We spent an entire lunch time one day kicking around possible names. We ultimately settled on “automatic enrollment”. It describes what it is. You're enrolling people automatically, but they can opt out. But I wanted to plant another seed, if you will, of making every phase of the 401(k) saving process “automatic” (in other words, using intelligent defaults) to make 401(k)s more like pensions: automatic enrollment, automatic contributions, automatic investing, automatic payouts and rollovers.

In fact, you can’t have automatic enrollment without specifying an automatic, or default, investment. Thoughtful, diversified default investments could steer the system in a more positive direction than reliance on employer stock and simple money market funds, in which too many people were still investing most or all of their retirement savings over the long term.

So we wrote a ruling that defined and approved auto-enrollment. We deliberately minimized any regulation, to make it simple and easy. The main requirement was just for plans to give eligible employees ample advance, written notice.
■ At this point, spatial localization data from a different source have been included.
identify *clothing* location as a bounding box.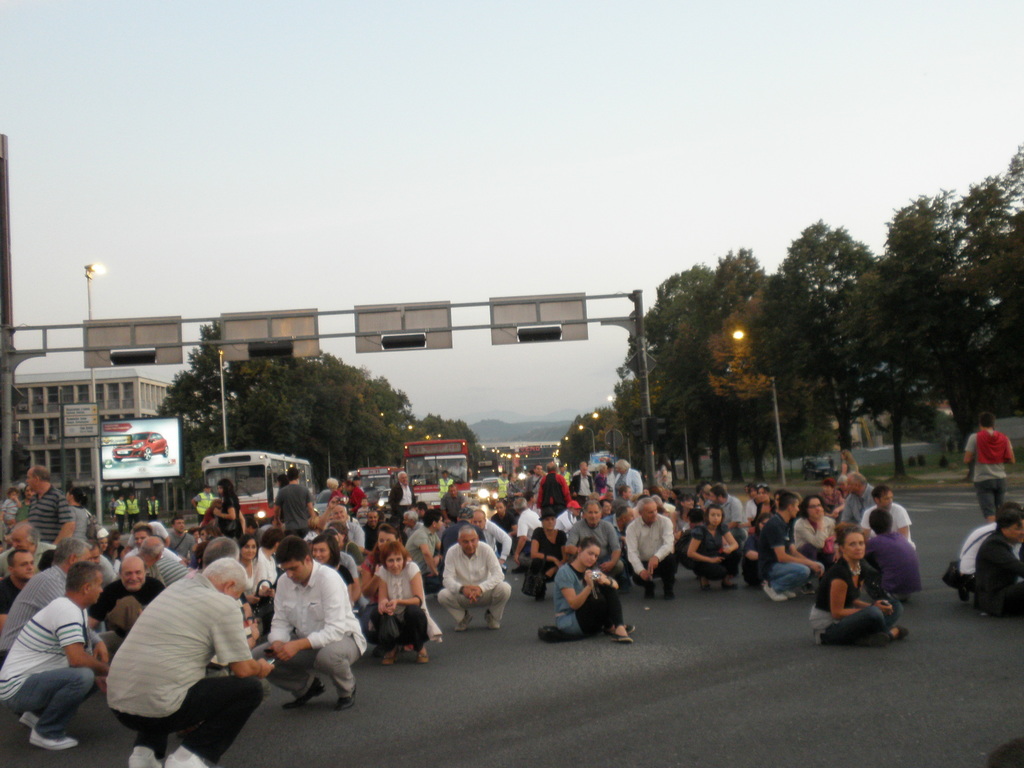
pyautogui.locateOnScreen(515, 508, 541, 534).
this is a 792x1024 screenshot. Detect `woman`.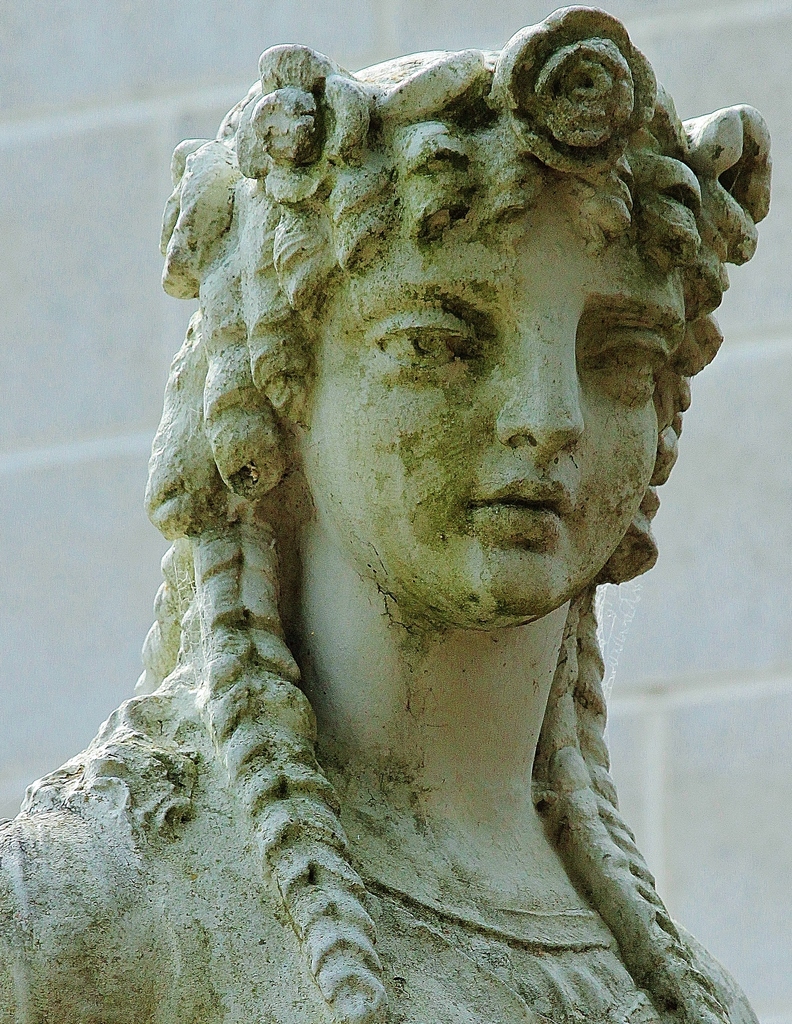
detection(12, 97, 791, 943).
By the way, this was also the deep background of the QDIA regulations.  We designed our Treasury/IRS ruling to illustrate auto enrollment into a default investment that was a balanced fund of diversified equities and fixed income securities (and no employer stock).  But the prudence of the default investments under ERISA was in the jurisdiction of my counterparts in the Labor Department, and I encouraged them to simultaneously issue rules – as a companion to our Treasury/IRS auto enrollment ruling -- approving these kinds of diversified funds as default 401(k) investments. 

But they weren’t ready – not until 8 years later, when my friend Ann Combs was at Labor and decided to develop the QDIA regulations (just before Congress heard about it and directed Labor to do so!).

Mission (Almost) Accomplished!

President Bill Clinton gave his speech at the Saver’s Summit in June of 1998, including auto enrollment as a centerpiece.  It was covered in the New York Times, Wall Street Journal, etc., and after a couple of lonely years pitching the idea of auto enrollment to the 401(k) market, it finally started getting traction, and was adopted in an estimated 34% of larger 401(k) plans.  

At that point, I drafted and encouraged Congress to include several legislative auto enrollment provisions in the Pension Protection Act of 2006 in the hope of continuing to encourage the spread of auto enrollment in the market.

And here we are just a few short years later.

Yeah. Although it's not that short: from 1998 to 2021.  We’d hoped, as this thing started to take off, that, after ten years, it would be everywhere.  By now, it’s estimated that over 70% of larger 401(k)s use automatic enrollment, although, as you know, it’s still working its way into the small end of the market.

What an excellent reminder about patience and persistence. 1998 to 2021 may be a long road, but it’s been a very valuable one.

Thank you so much for the scoops Mark Iwry! As part of his continuing illustrious career, Mark focuses on  retirement and health policy, sometimes in the forefront and sometimes behind the scenes. You can connect directly with Mark here. You can follow Mark’s work at the Brookings Institution here. You can also connect with Mark on LinkedIn.

This piece was featured in the May 20, 2021 edition of Retirement Security Matters. For more fresh thinking on retirement savings innovation, check out the newsletter here.

Lisa A. Massena, CFA

I consult to states, organizations and associations focused on retirement savings innovation that expands access, increases savers, and drives higher levels of savings.